Abraham Lincoln (1809 –1865) was the 16th President of the United States, serving from March 1861 until his assassination in 1865. His greatest achievements included preserved the Union during the American Civil War and bringing about the emancipation of slaves.
Having had breakdowns and suicidal thoughts, he had clinical depression all his life. The deaths of his mother, sister and later some of his children contributed to this.
Lincoln grew up in Kentucky where he worked on the land on his father’s holdings, but he preferred reading. He was largely self-taught, studying law and entering the bar in Illinois and worked there for 16 years.
Later he ran for the state legislature and congress, before standing for President. He was driven by a deep sense of equality, that slavery was wrong, which came from his Baptist upbringing.
On January 1, 1863, Lincoln delivered the Emancipation Proclamation, declaring forever free slaves within the Confederacy. Although not all the slaves were immediately set free it led in 1865 to the 13th Amendment of the Constitution outlawing slavery.
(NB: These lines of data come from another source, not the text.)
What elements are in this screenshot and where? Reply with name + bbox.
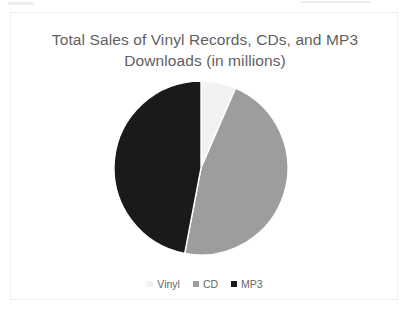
legend-label: MP3 bbox=[241, 278, 263, 290]
scan-artifact-top-left bbox=[8, 2, 34, 5]
pie-slices-group bbox=[114, 81, 288, 255]
chart-card: Total Sales of Vinyl Records, CDs, and M… bbox=[10, 12, 398, 300]
legend-swatch-mp3-icon bbox=[231, 281, 237, 287]
pie-slice-mp3[interactable] bbox=[114, 81, 201, 253]
legend-label: Vinyl bbox=[157, 278, 180, 290]
legend-label: CD bbox=[203, 278, 218, 290]
pie-chart-svg bbox=[111, 78, 291, 258]
chart-legend: VinylCDMP3 bbox=[11, 278, 399, 290]
pie-plot-area bbox=[11, 13, 399, 301]
legend-swatch-vinyl-icon bbox=[147, 281, 153, 287]
legend-swatch-cd-icon bbox=[193, 281, 199, 287]
legend-item-vinyl[interactable]: Vinyl bbox=[147, 278, 180, 290]
legend-item-mp3[interactable]: MP3 bbox=[231, 278, 263, 290]
scan-artifact-top-right bbox=[300, 1, 370, 3]
legend-item-cd[interactable]: CD bbox=[193, 278, 218, 290]
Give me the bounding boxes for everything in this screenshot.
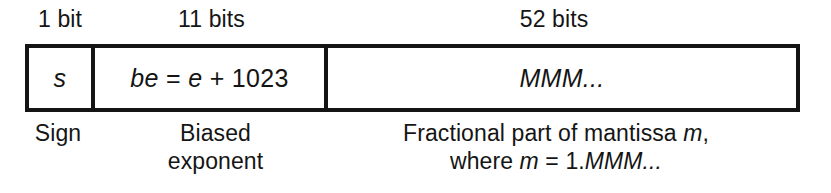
caption-mantissa-line1: Fractional part of mantissa m,	[336, 119, 776, 147]
caption-mantissa-line1-text: Fractional part of mantissa	[403, 120, 683, 146]
caption-mantissa-line2-symbol-m: m	[520, 148, 539, 174]
exponent-symbol-e: e	[188, 64, 202, 92]
caption-mantissa-line2: where m = 1.MMM...	[336, 147, 776, 175]
exponent-equals: =	[159, 64, 188, 92]
caption-mantissa-symbol-m: m	[683, 120, 702, 146]
caption-biased-exponent: Biased exponent	[100, 119, 331, 175]
bitwidth-label-mantissa: 52 bits	[329, 6, 779, 32]
caption-sign-line1: Sign	[22, 119, 94, 147]
caption-biased-exponent-line2: exponent	[100, 147, 331, 175]
caption-mantissa-line2-equals: = 1.	[539, 148, 585, 174]
field-cell-biased-exponent: be = e + 1023	[95, 48, 328, 108]
field-cell-sign: s	[29, 48, 95, 108]
field-cell-biased-exponent-text: be = e + 1023	[130, 64, 288, 92]
field-cell-sign-text: s	[54, 64, 67, 92]
caption-mantissa-line1-comma: ,	[702, 120, 709, 146]
caption-sign: Sign	[22, 119, 94, 147]
caption-mantissa-line2-where: where	[450, 148, 520, 174]
bit-field-box: s be = e + 1023 MMM...	[25, 44, 800, 112]
exponent-symbol-be: be	[130, 64, 158, 92]
field-cell-mantissa: MMM...	[328, 48, 796, 108]
exponent-bias-value: + 1023	[202, 64, 288, 92]
float-format-diagram: 1 bit 11 bits 52 bits s be = e + 1023 MM…	[0, 0, 831, 193]
caption-biased-exponent-line1: Biased	[100, 119, 331, 147]
bitwidth-label-exponent: 11 bits	[96, 6, 327, 32]
caption-mantissa-line2-mmm: MMM...	[585, 148, 662, 174]
field-cell-mantissa-text: MMM...	[519, 64, 604, 92]
caption-mantissa: Fractional part of mantissa m, where m =…	[336, 119, 776, 175]
bitwidth-label-sign: 1 bit	[25, 6, 95, 32]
On November 19, 1863, Lincoln delivered his most famous speech, the Gettysburg Address, to a large crowd at one of the bloodiest battlefields of the Civil War, the Gettysburg National Cemetery in Pennsylvania. In this 272-word speech Lincoln said the Civil War was the ultimate test of the preservation of the Union created in 1776 with the nation "conceived in Liberty, and dedicated to the proposition that all men are created equal".
This has been interpreted as confirmation that Lincoln was expanding the cause of the Civil War from simply reunifying the Union to also fighting for equality and abolishing slavery.